I refused to look at the doc. That would have been bad. Instead, I ejected the magazine in my handgun and checked the count. I had five rounds left, plus the two extra mags I’d pilfered from Fletcher’s corpse. That could theoretically get me up to the armory, which would probably still be secure. If there were any guards in the area, we could link up and push back to retake the station.
That thought made me pause. Had we lost the station yet? For some reason, a small voice in the back of my head suggested that we had. I hoped that my intuition was wrong. I took a deep, calming breath. I needed the proper mindset for what was to come. Assuming, of course, that my intuition was correct.
I started to go back over the base’s standard procedures in my head. Securing the cell block was out of the question, given that 11 of the 12 were out and roaming the station already. Comms were still down, which screwed the ne
xt three steps. Eventually, I’d have to go and get them back up and running, or find someone who actually knew how to do the technical stuff. We had a maintenance crew on board who were contracted to do the technical repairs of the station, but I hadn’t really seen them around much.
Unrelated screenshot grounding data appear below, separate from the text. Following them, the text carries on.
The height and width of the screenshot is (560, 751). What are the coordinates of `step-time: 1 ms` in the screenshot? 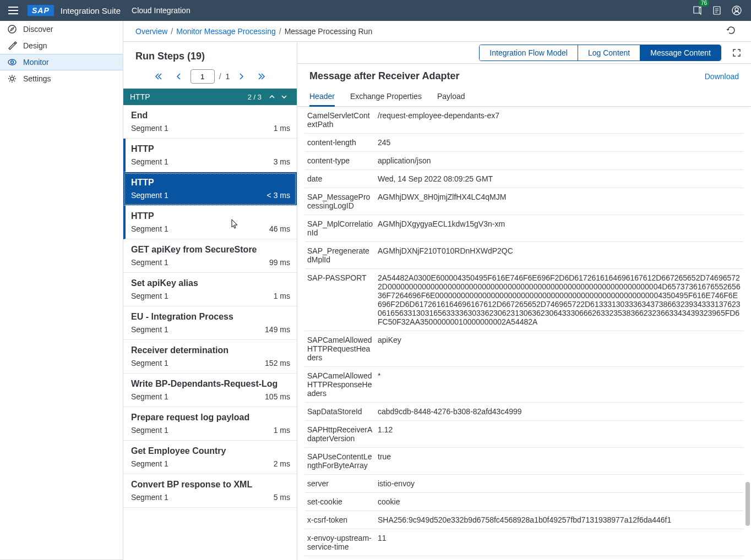 It's located at (282, 296).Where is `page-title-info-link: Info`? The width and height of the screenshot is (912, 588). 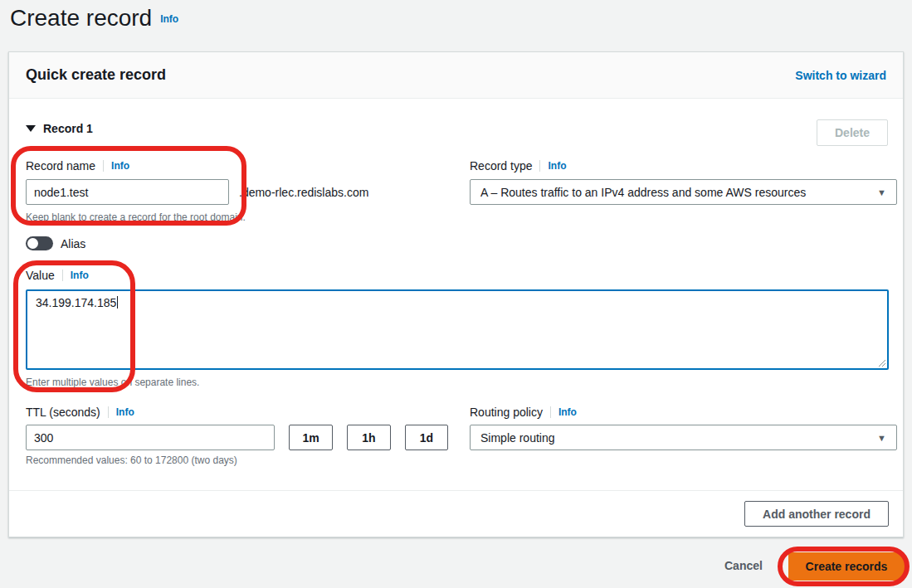
page-title-info-link: Info is located at coordinates (169, 19).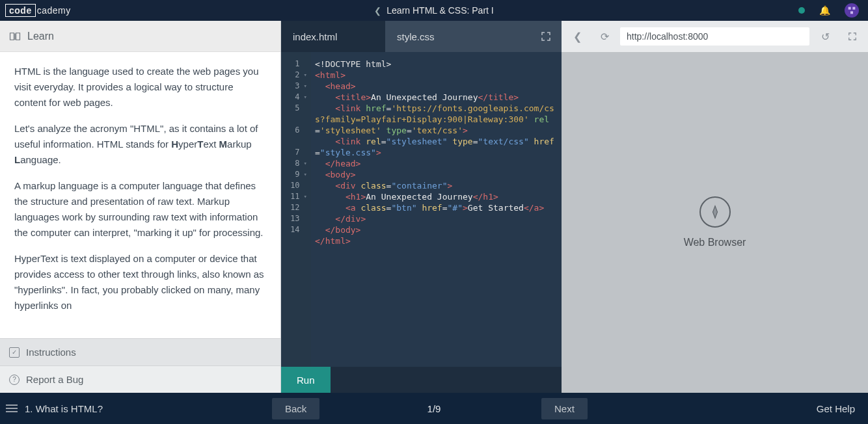 The image size is (868, 424). Describe the element at coordinates (715, 212) in the screenshot. I see `compass-icon` at that location.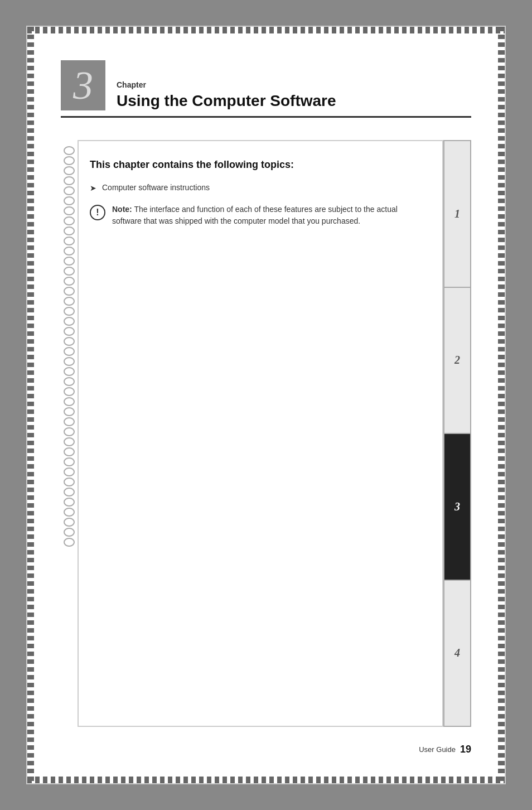  I want to click on toc-item-text: Computer software instructions, so click(156, 187).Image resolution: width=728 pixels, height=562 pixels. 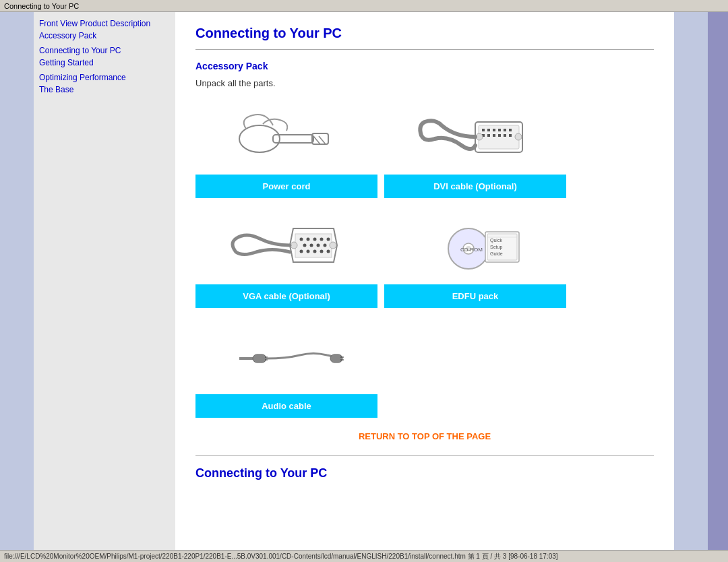 What do you see at coordinates (496, 253) in the screenshot?
I see `svg-text: Guide` at bounding box center [496, 253].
With the comms down, there’d be no easy way to get the contractors to—
My train of thought screeched to a halt.
Where the hell was everybody?
I pushed the thought away—I’d have to assume I was on my own for now. I walked into the bedroom. Gerry’s eyes were wide open, face frozen in surprise. Dr. Marillac had torn out his throat, then started on the fleshy part of his chest.
“Damn, Gerry.” I moved closer, trying to avoid the blood pooled on the floor and around his body. “Hell of a way to go. I’m sorry I wasn’t faster getting here.” I holstered the pistol and gently closed his eyes.
I carefully adjusted his shirt, checking his breast pockets as I covered the wounds. He wasn’t wearing any pants, and I couldn’t see any sign of them. If Gerry followed the new protocols that we had drawn up, though, I shouldn’t need to search for his pants. I felt around in his shirt. His keycard should be…here. I wanted a backup plan, in case my codes didn’t work at the armory.
I was in luck. His keycard was precisely where it should have been.
There was nothing else for me here, Gerry hadn’t been armed when he’d come back with the Doc. I pulled the sheet off the bed and over him. I walked back to the front room, keeping my distance both physically, and mentally, from Doctor Marillac’s corpse. The door opened as I got within range of its sensor.
Bringing me face to face with Jou.
One would think that a guy as big as Jou wouldn’t be all that fast. They’d definitely be wrong.
Before I could react, his fist connected with my nose, rocking me back. Stars exploded in front of my tearing eyes, effectively blinding me. The punch was so hard, so vicious that I could have sworn my hair hurt from the blow. The second punch took me hard in the gut, my breath rushing out of my lungs with a strangled groan. I struggled to breathe as I hit the floor. I tried to inhale but my diaphragm was not following instructions, so I lay on the floor, gaping like a drowning fish as Jou loomed above me.